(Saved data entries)
»»
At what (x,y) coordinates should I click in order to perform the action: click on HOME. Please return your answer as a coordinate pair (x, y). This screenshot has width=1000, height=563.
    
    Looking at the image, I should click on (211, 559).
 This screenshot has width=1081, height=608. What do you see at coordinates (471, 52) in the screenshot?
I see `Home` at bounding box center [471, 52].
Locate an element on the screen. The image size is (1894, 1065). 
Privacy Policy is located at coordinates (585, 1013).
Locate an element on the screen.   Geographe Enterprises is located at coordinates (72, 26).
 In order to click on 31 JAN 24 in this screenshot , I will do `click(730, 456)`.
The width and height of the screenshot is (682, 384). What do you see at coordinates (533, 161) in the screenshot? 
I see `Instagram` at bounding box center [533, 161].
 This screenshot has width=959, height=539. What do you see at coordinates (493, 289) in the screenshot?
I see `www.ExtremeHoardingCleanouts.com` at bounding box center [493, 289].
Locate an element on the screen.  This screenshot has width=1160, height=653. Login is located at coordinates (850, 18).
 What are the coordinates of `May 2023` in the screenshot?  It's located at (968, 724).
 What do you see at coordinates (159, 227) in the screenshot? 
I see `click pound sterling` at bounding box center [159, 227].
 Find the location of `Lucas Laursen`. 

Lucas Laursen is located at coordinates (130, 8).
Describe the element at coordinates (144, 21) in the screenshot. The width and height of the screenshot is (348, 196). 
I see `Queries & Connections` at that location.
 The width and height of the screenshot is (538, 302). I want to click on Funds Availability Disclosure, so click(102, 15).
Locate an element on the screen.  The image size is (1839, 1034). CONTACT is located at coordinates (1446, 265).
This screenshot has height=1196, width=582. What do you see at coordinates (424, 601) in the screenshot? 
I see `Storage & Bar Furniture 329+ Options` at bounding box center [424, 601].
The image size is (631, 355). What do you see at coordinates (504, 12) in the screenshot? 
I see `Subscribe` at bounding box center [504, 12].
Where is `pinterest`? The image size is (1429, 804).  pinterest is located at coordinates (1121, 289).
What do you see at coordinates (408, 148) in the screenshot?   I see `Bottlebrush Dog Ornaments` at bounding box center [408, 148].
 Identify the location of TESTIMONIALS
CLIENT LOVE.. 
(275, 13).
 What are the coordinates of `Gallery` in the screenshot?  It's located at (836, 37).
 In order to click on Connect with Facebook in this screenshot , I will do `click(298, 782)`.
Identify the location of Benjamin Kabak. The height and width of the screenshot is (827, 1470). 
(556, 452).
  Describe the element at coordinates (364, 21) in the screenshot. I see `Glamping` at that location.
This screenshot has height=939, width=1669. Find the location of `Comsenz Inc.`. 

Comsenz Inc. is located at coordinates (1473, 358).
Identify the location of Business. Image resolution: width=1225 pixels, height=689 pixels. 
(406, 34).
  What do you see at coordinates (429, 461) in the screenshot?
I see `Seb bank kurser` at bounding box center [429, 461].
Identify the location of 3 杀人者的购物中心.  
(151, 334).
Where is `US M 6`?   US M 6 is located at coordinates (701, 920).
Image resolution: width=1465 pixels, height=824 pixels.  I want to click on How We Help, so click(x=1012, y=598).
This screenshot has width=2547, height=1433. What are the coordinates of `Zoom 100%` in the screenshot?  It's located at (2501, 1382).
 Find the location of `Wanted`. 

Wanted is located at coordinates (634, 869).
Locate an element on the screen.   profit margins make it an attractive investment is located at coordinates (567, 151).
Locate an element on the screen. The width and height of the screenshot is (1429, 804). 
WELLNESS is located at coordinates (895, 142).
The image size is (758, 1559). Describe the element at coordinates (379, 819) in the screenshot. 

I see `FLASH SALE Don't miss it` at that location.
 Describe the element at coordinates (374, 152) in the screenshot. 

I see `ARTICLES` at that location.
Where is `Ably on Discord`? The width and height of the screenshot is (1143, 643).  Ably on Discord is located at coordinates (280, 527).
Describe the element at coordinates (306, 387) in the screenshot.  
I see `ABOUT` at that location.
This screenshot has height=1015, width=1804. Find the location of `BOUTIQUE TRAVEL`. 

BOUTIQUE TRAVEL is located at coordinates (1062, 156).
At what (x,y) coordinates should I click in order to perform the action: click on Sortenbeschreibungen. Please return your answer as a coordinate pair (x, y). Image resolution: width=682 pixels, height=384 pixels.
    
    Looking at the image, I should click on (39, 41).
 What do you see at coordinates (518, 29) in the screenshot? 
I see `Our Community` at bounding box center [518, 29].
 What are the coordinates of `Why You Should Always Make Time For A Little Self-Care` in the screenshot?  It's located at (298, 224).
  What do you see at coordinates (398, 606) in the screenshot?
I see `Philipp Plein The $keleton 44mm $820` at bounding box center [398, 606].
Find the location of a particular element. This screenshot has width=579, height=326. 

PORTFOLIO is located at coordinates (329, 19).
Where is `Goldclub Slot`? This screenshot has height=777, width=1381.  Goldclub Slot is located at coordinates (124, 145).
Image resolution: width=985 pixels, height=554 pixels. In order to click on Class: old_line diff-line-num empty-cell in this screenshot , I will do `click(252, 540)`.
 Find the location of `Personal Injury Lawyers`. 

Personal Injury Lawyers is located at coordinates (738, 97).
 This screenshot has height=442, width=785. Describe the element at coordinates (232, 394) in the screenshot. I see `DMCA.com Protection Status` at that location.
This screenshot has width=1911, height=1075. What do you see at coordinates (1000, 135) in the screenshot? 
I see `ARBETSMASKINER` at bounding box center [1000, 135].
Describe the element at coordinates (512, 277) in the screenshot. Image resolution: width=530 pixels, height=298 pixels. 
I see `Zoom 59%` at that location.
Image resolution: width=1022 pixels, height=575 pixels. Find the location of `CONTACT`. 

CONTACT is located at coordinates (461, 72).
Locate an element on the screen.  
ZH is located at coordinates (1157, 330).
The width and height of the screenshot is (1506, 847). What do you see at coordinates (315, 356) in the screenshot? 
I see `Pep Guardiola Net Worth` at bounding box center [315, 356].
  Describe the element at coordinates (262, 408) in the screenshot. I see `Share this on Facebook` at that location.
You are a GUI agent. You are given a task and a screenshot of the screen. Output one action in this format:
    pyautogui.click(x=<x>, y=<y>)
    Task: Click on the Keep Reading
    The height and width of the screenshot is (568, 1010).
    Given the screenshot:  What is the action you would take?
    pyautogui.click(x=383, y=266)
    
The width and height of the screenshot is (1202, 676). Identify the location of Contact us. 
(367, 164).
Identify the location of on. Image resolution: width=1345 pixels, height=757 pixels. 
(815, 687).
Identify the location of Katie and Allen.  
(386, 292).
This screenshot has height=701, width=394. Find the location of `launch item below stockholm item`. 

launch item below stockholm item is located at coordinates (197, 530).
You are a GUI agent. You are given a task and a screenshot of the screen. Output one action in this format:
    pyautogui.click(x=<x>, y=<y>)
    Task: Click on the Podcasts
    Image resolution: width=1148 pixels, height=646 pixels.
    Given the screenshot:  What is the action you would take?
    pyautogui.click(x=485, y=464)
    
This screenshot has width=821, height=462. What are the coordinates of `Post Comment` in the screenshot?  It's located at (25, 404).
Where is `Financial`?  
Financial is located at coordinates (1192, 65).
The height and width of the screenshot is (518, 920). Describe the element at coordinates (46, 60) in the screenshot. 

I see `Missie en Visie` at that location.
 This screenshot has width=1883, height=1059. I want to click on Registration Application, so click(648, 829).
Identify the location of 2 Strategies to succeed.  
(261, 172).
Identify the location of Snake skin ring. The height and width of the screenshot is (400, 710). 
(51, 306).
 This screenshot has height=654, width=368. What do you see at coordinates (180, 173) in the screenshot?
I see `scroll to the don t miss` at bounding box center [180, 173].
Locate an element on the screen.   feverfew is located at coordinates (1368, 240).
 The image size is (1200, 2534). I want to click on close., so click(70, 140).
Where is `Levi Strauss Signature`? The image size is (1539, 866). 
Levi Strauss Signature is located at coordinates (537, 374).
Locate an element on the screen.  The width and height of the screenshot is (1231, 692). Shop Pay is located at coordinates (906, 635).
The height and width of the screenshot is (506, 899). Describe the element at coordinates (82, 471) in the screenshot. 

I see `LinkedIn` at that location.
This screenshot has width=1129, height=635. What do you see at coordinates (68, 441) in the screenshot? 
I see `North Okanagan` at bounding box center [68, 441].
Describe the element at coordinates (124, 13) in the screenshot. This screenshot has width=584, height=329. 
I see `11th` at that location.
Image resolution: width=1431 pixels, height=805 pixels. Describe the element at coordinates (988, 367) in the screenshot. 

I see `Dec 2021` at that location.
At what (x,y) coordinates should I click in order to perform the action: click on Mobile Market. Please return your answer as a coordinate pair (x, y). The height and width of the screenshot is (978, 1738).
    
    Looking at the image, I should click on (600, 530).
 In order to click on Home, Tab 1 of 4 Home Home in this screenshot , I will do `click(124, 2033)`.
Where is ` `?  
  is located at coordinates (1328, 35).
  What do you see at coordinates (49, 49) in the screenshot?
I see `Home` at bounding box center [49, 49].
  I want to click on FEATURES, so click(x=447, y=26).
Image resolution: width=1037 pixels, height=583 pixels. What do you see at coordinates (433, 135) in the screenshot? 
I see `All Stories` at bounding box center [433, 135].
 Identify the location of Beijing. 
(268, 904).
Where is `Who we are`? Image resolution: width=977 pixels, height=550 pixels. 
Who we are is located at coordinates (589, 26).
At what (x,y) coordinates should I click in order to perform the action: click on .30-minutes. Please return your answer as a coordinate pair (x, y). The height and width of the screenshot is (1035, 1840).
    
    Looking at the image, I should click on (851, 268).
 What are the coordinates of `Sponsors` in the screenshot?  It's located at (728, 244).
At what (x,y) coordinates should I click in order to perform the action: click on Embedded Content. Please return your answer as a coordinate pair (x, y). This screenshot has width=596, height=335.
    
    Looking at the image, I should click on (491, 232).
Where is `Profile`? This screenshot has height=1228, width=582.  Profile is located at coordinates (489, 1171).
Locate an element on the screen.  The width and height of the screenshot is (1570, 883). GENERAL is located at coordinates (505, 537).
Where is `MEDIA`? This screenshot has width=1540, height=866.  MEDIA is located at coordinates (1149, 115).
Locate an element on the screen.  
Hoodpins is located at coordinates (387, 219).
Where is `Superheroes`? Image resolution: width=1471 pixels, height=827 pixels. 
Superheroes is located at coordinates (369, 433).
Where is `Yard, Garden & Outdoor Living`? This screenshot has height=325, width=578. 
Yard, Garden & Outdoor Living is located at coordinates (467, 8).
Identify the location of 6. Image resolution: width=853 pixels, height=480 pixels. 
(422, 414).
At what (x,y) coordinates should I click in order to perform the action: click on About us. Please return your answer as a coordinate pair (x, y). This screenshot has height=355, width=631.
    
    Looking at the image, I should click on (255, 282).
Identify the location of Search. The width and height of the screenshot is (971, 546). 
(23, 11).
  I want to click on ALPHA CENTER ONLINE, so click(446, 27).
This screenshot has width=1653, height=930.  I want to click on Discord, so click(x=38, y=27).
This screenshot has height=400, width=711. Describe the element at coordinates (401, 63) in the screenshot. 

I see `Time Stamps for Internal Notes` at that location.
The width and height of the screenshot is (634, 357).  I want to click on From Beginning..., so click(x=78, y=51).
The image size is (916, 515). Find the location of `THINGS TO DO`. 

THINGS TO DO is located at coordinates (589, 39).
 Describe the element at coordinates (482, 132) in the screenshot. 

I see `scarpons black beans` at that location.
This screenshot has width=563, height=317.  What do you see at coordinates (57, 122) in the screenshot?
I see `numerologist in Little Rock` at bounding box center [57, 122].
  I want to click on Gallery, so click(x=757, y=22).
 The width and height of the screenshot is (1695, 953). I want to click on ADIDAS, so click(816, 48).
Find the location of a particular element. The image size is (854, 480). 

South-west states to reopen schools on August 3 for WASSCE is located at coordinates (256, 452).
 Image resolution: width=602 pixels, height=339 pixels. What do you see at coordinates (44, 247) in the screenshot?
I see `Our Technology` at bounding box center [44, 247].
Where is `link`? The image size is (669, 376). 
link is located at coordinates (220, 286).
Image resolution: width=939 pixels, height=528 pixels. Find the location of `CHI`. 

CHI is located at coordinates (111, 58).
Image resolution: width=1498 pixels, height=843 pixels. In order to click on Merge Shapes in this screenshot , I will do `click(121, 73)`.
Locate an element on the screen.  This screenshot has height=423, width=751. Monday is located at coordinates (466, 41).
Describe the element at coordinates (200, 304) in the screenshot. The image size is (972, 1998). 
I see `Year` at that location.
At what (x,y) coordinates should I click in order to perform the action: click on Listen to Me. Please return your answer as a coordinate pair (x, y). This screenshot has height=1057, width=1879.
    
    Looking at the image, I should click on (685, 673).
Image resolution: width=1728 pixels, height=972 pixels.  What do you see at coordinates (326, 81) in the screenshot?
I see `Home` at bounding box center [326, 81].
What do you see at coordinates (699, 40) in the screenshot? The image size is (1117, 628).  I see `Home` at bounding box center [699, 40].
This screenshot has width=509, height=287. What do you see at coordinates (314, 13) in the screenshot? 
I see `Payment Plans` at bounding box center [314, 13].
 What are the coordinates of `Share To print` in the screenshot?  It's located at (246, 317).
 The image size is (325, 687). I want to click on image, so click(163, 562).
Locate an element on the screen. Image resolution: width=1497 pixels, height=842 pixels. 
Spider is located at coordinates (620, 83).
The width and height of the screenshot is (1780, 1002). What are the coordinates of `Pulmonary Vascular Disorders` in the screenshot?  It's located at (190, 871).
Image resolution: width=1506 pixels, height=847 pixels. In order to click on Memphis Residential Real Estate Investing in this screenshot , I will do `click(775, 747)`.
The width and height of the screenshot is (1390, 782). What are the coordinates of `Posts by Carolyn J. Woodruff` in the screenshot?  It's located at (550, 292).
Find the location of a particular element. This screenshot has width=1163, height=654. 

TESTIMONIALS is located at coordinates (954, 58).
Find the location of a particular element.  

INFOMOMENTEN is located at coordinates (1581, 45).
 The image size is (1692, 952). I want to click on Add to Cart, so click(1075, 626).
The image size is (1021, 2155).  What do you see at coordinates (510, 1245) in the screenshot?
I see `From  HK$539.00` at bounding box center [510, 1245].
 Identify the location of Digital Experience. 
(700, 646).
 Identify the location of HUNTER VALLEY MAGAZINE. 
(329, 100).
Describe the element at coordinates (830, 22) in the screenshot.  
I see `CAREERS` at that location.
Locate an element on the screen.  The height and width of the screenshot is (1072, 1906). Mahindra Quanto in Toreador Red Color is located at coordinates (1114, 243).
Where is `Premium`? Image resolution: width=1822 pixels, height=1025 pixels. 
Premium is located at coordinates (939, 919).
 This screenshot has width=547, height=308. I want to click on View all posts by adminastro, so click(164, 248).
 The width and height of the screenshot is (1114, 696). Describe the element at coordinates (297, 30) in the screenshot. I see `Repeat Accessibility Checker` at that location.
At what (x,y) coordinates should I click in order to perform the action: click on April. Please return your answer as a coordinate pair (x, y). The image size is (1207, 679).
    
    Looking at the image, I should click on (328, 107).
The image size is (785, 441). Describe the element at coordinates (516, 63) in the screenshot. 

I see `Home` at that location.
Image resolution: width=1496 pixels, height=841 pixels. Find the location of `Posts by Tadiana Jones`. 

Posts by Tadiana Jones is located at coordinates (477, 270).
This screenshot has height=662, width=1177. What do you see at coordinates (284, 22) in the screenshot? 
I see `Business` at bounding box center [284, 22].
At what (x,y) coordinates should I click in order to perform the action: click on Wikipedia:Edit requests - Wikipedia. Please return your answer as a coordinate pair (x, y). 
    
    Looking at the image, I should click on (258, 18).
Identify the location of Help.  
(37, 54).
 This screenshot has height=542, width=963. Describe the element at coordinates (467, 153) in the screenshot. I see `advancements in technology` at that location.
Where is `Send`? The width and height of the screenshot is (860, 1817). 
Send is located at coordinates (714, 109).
««
§ PROBLEM TO SOLVE: Return the number of lines in the records holding the string "Discord", without any other words.

§ RESPONSE: 2